Cyber Weapons
So called cyber weapons are named as such because they are used to fight “enemies.” These weapons can spy on people or cause major damage by either causing direct damage such as overloading a power plant or opening the floodgates of a dam, or denial of service, such as causing an airliner’s controls to shut down or a central bank to make huge bogus transactions.
All of these weapons are software based, and though some are highly sophisticated, they are not magical or so esoteric to the point it takes an army of PhDs and industrial level manufacturing to develop them like the Manhattan project.
What it does take is competence and persistence, two thing highly available to any government, company, group or community on earth.
By competence I mean you need people with a relatively high level of computer systems understanding. These skills are not in abundance but there is plenty talent around. When I say persistence, I mean those willing to do the tedious work of reverse engineering and looking for vulnerabilities, and vigorously testing and refining software. Any company making a software product needs exactly these same skills and they aren’t all geniuses.
The hard part is already done. Vulnerabilities have been unintentionally built into software since day one, and astonishingly, because of lack of concern for security, vulnerabilities continue to be built in to this day.
Nation-state cyber warfare and spying agencies have a couple of things going for them that no one else does.
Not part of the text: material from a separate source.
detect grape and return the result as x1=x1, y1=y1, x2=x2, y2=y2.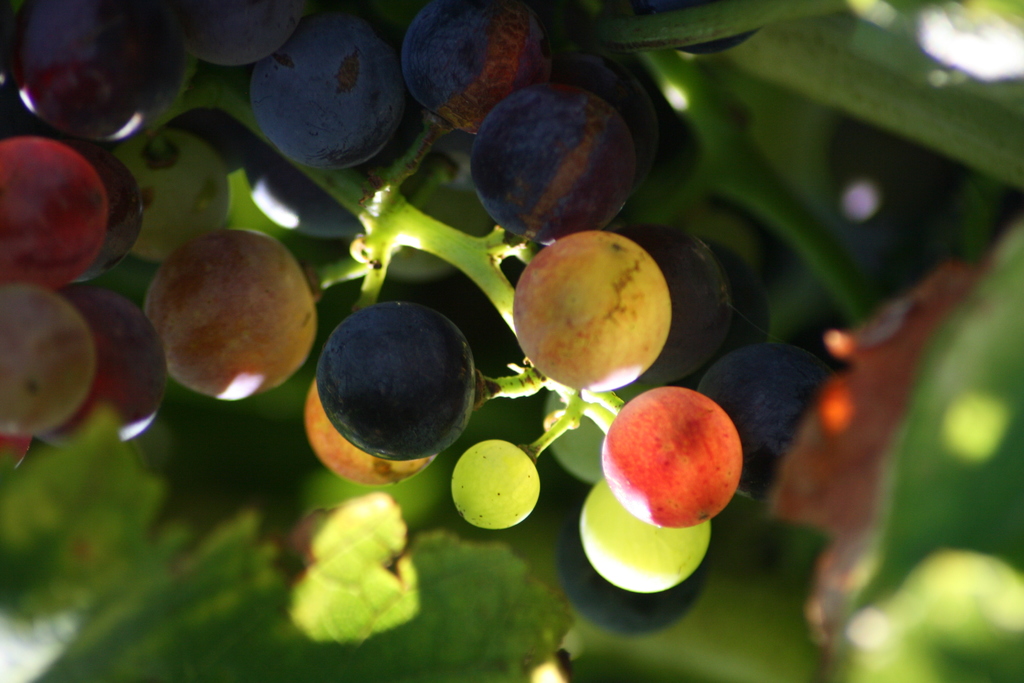
x1=508, y1=226, x2=666, y2=390.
They can legally gain access to systems through the courts and semi-legally through the cooperation of private companies. This is the great power of the NSA, FBI, DHS, and other three letter organizations in the government of the US. Foreign governments do this as well, it’s not just the US.
And lastly, private companies do this too, and you agreed to be spied on when you decided to use their software. Smartphones and tablet computers were designed to collect information from you. Google, Facebook and Apple have more information about you than any government. Should we worry about that?
Posted in Cyber Security by Mark with comments disabled.